Most residents of Pike C o u n t y a r e p r i v a t e , hard-working people who like living in the country. A few do grow marijuana to supplement their income, Smith said, but they also gather ginseng and wild mushrooms.

“They do anything to live off the land,” he said.

Contact this reporter at 937-225-7407 or email [email protected]. Contact this reporter at 937-328-0374 or email [email protected].

Towncontinued from A1

DRUGS IN THE HEARTLANDRecent murders in Pike County have drawn attention to the problem of drugs in Appalachia. While drugs are a problem across the region, Pike County is particularly hard hit.

County 2008 - 2015 marijuana plants

eradicated

2014 death rate per 100,000

population

2014 drug overdose

deaths

2015 drug overdose

deaths

Pike 27,614.00 24.7 5 15

Butler 4,658.00 26.9 137 189

Clark 2,816.00 22.4 37 72

Greene 2,644.00 17 28 43

Miami 2,102.00 15.7 N/A* 18

Montgomery 4,012.00 31.1 264 259

Warren 1,570.00 14.5 42 58

* Unknown or un-reported

SOURCE: OHIO ATTORNEY GENERAL, COUNTY CORONERS, OHIO DEPARTMENT OF HEALTH

This is one of four locations in Pike County where some of the eight members of the Rhoden family were found shot to death April 22. Investigators say the bodies of the victims — whose ages ranged from 16 to 44 — were found at property owned by the family along Union Road. No arrests or motives have been announced. THE COLUMBUS DISPATCH

CONTINUING COVERAGE

Cartels active in drug distribution in areaBy Steve BennishStaff Writer

Whether or not Mexican drug cartels were involved in the deaths of eight Pike County family members, they are extremely active throughout southern Ohio, including in the Miami Val-ley, where primarily three Mexican cartels have been tied to the distribution of heroin, cocaine, marijuana and methamphetamine.

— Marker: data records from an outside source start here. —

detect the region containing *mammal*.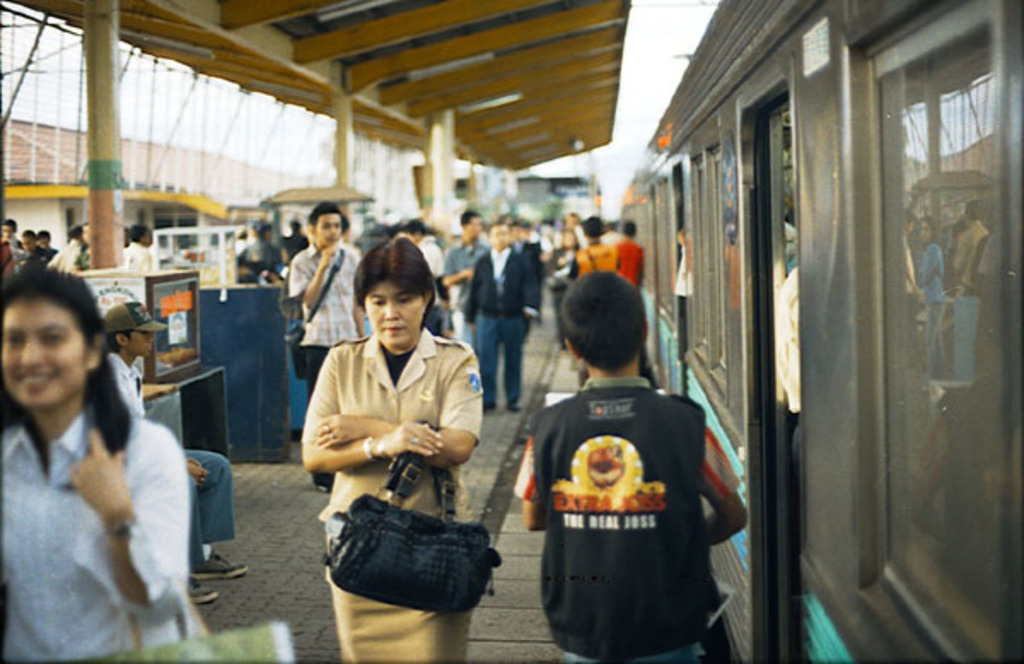
crop(464, 222, 541, 405).
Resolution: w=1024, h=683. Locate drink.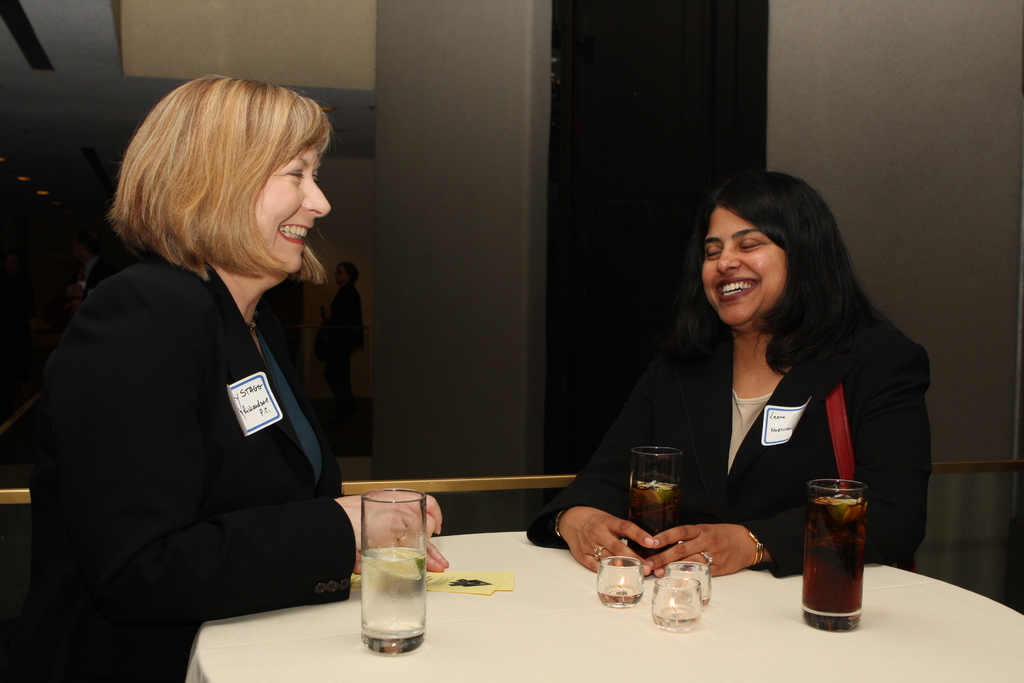
[801,477,883,623].
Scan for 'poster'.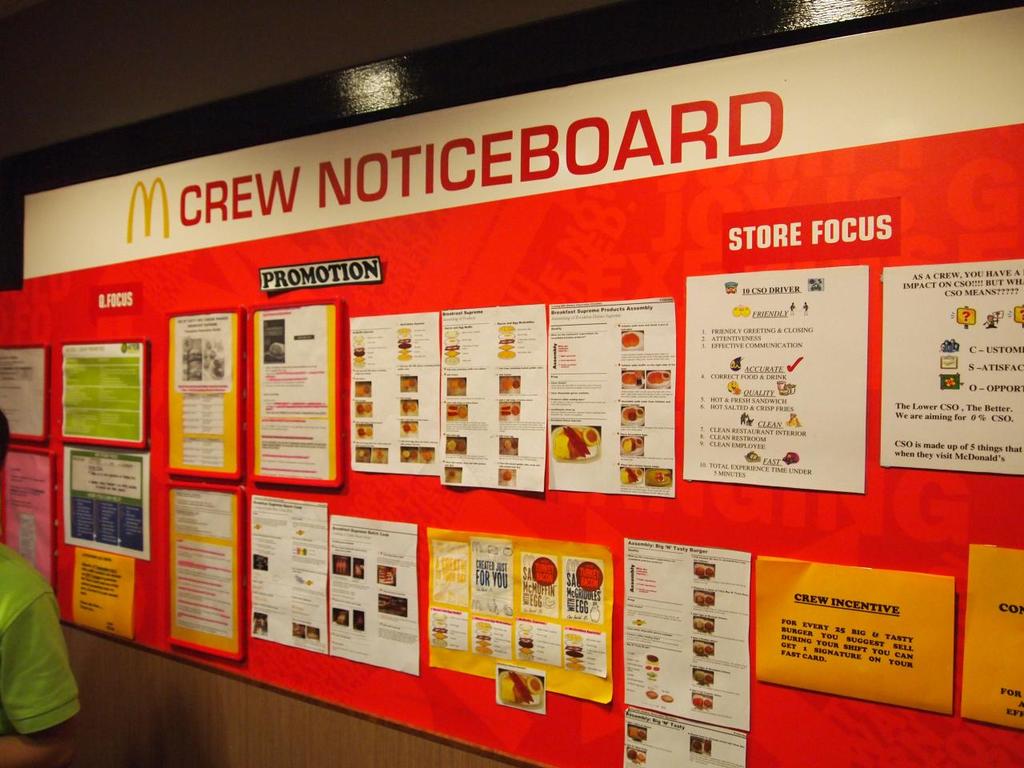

Montgomery County Sher-iff Phil Plummer said the car-tels involved in drug distribu-tion and sales here include Sinaloa, La Familia and Los Zetas, all Mexico-based crime syndicates. The Mexican Mafia, a U.S. prison gang, is tapped for security on the drug runs, Plummer said. His deputies routinely encoun-ter cartel members, he said, some of whom have been deported numerous times already.

Plummer’s deputies par-ticipate in the Bulk Currency

Task Force, a combined effort with the Ohio Attorney Gen-eral’s Office and Homeland Security.

Over the past two-and-a-half years, the task force has seized 99 pounds of her-oin, 67 pounds of cocaine, 1,351 pounds of marijuana, 41 pounds of methamphet-amine, and 4,938 pills — about $14.6 million in value for all the drugs. They’ve

also seized $3.94 million in currency and 39 firearms.

There have been 243 arrests associated with the seizures. Lately, Plummer said, the cartels have been trying to create a new mar-ket for meth, with more of that drug flowing into the region.

“It’s a multi-billion-dollar industry for them and they have resources to do any-thing they want,” Plummer said. “We lack the resources.”

“Now that we have become a source city for drug dis-tribution, we need more resources to combat this problem,” Plummer said, frustrated at being turned down by the Montgomery County Commission follow-ing requests for more fund-ing. He cites the thousands of deaths from drug overdoses.

“I ask for more people and they turn me down,” he said.

Contact this reporter at 937-225-7407 or email [email protected].

Montgomery County Sheriff Phil Plummer says drug cartels in the area have links to Mexico-based crime syndicates. “Now that we have become a source city for drug distribution, we need more resources to combat this problem,” he says. STAFF FILE

‘It’s a multi-billion-dollar industry for them and they have resources to do anything they want. We lack the resources.’